### THE PROBLEM
Copy only the lines from the one with "Describe the element" through the end of the records, exactly as they stand. No pictures belong in the copy.

(Stored items)
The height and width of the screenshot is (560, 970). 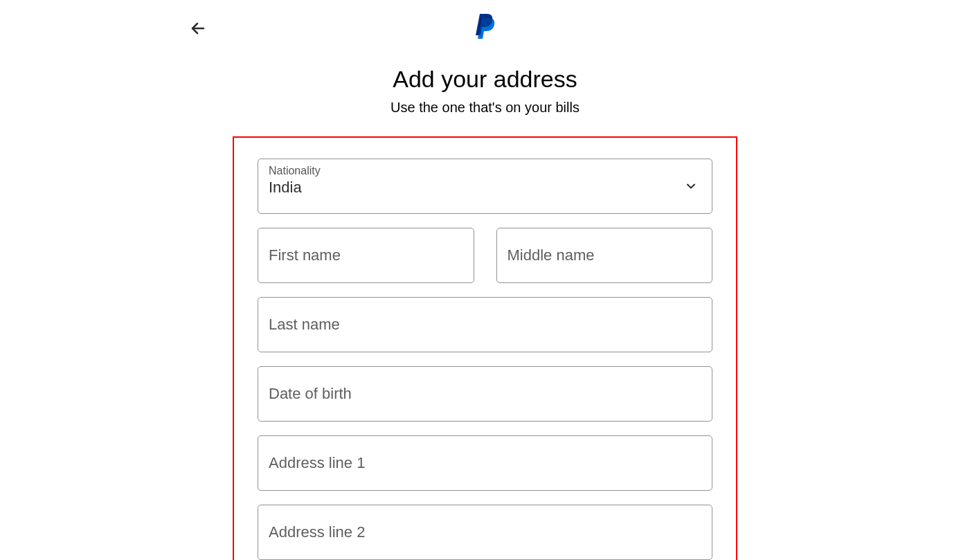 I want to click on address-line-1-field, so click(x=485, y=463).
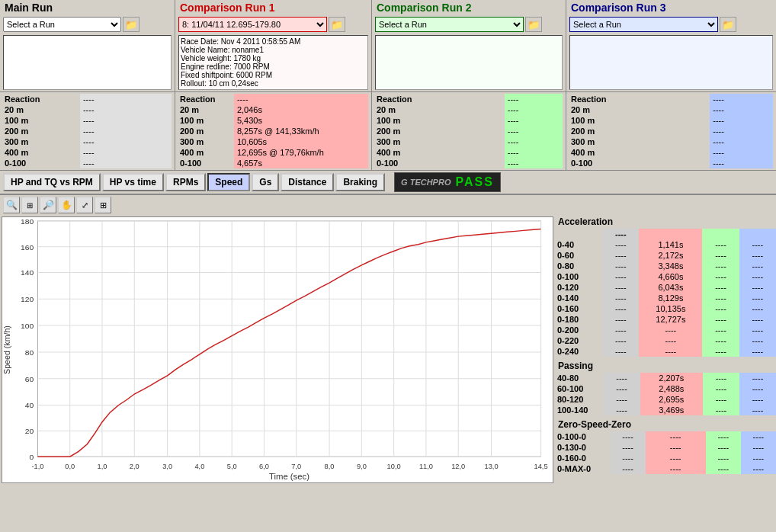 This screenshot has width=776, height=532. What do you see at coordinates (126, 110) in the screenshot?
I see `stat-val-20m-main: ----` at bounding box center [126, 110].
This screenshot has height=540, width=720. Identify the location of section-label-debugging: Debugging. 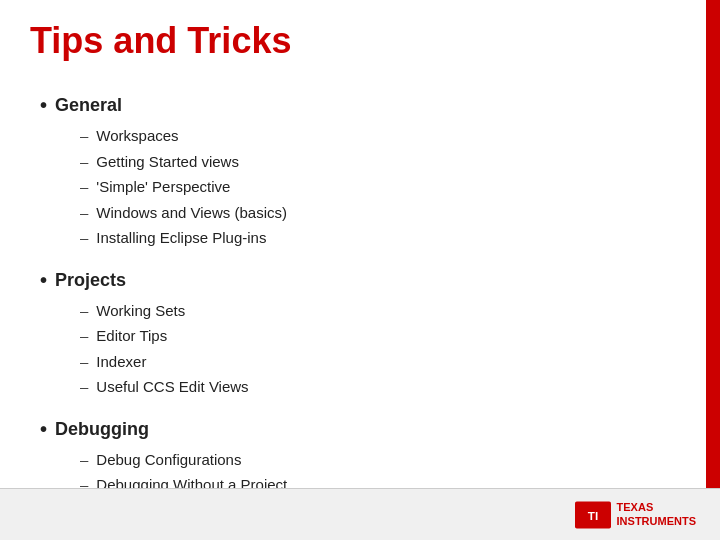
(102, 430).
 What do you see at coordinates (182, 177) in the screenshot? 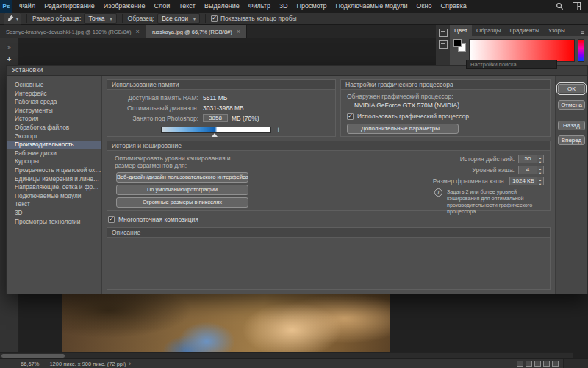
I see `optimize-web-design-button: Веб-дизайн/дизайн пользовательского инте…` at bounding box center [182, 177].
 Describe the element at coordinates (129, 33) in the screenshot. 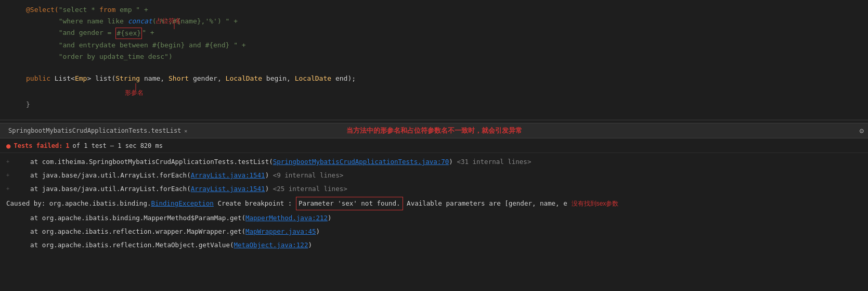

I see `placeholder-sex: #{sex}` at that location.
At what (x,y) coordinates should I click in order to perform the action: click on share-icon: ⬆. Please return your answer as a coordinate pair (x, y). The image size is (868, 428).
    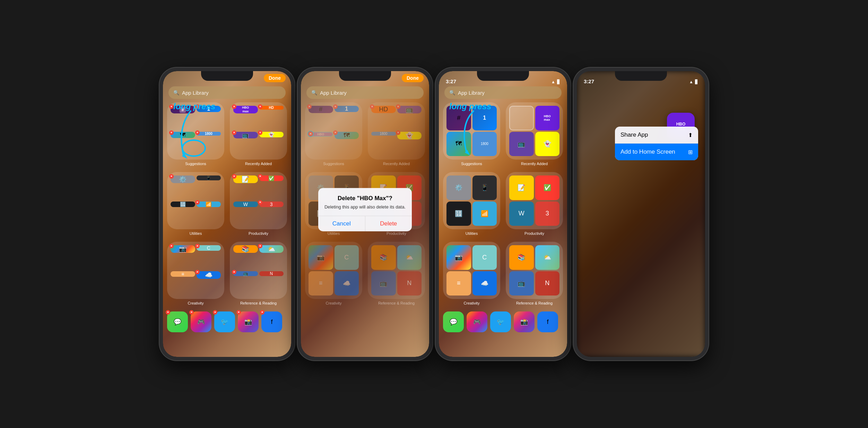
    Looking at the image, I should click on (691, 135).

### REPLY
 Describe the element at coordinates (129, 33) in the screenshot. 

I see `placeholder-sex: #{sex}` at that location.
At what (x,y) coordinates should I click in order to perform the action: click on share-icon: ⬆. Please return your answer as a coordinate pair (x, y). The image size is (868, 428).
    Looking at the image, I should click on (691, 135).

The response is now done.